Nameless Animal / Claudia Cadelo


Last October 16 my blog turned three years old. As is normal for me, I forgot the anniversary — I always forget important dates which has cost me dearly but that’s my head — but I can’t stop feeling, every day, that Octavo Cerco is my luxury. The ineffable luxury of writing whatever occurs to me in Cuba, as Orlando Luis Pardo Lazo would say, post-everything. I reached the point of going out to buy a copy of Granma. This so-called newspaper that provokes spasms of disgust in my friends has become, for me, study material.

I have not lost my fear of State Security and from time to time I fall into states of paranoia, but I’m doing what I want. I watch the soap opera “Cuba’s Reasons” and relax: They reach levels of paranoia and fear unknown to me. I’ve lost the fear of the nameless political animal on this island. I speak of what I want when I want and I discovered, on the weekend, that this could be disturbing.

There are many cases of self-described “revolutionaries,” Communist Party members and even once zealous fighters who once told a free electron like me: “Be careful with your words, you’re putting your life and the lives of those you love at risk.” Who is really the “worm”: Me, who says what I think? Or those who believe in a system with the ability to “eliminate” people like me?
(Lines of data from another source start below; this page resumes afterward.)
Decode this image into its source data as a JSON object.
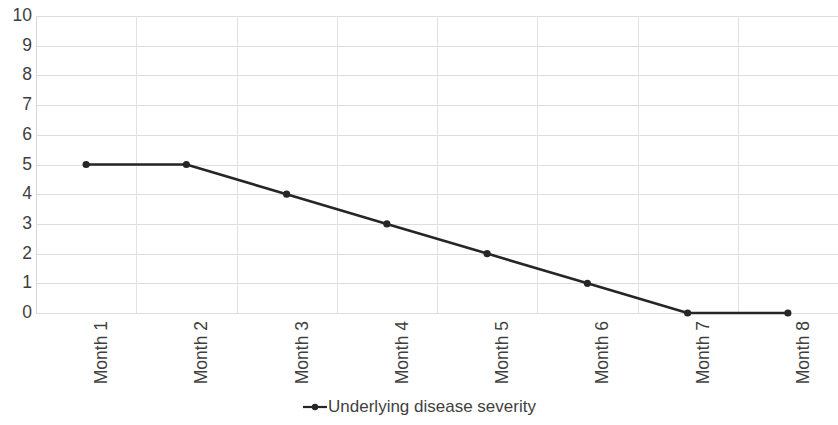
{
  "chart_data": {
    "type": "line",
    "title": "",
    "xlabel": "",
    "ylabel": "",
    "categories": [
      "Month 1",
      "Month 2",
      "Month 3",
      "Month 4",
      "Month 5",
      "Month 6",
      "Month 7",
      "Month 8"
    ],
    "series": [
      {
        "name": "Underlying disease severity",
        "values": [
          5,
          5,
          4,
          3,
          2,
          1,
          0,
          0
        ],
        "color": "#262626",
        "marker": "circle"
      }
    ],
    "ylim": [
      0,
      10
    ],
    "ytick_labels": [
      "10",
      "9",
      "8",
      "7",
      "6",
      "5",
      "4",
      "3",
      "2",
      "1",
      "0"
    ],
    "ytick_values": [
      10,
      9,
      8,
      7,
      6,
      5,
      4,
      3,
      2,
      1,
      0
    ],
    "grid": {
      "horizontal": true,
      "vertical": true,
      "color": "#dddddd"
    },
    "legend": {
      "position": "bottom",
      "entries": [
        "Underlying disease severity"
      ]
    },
    "axis_color": "#d6d6d6",
    "text_color": "#3f3f3f",
    "background": "#ffffff",
    "xtick_rotation": -90
  }
}
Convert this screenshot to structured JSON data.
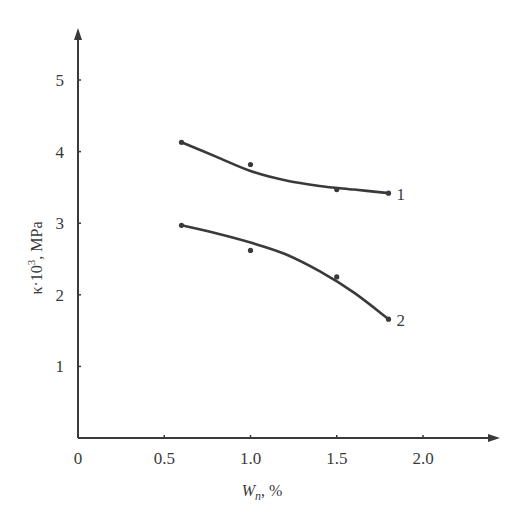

Although these are not the ones who leave me speechless, because there is a whole generation of terrorized communists without faith in yesterday, today and tomorrow. Rather than being brainwashed by a third party, they wash their own brains every morning before leaving the house and so they survive. What makes me gulp are those who “set everything aside,” those who swing their hips to the rhythm of national decadence and when they hear a political lyric they turn down the volume and shout: “Not for me! Politics is nothing to me!” But then they get up the next morning and curse, quietly, a new dawn of their bodies in Havana.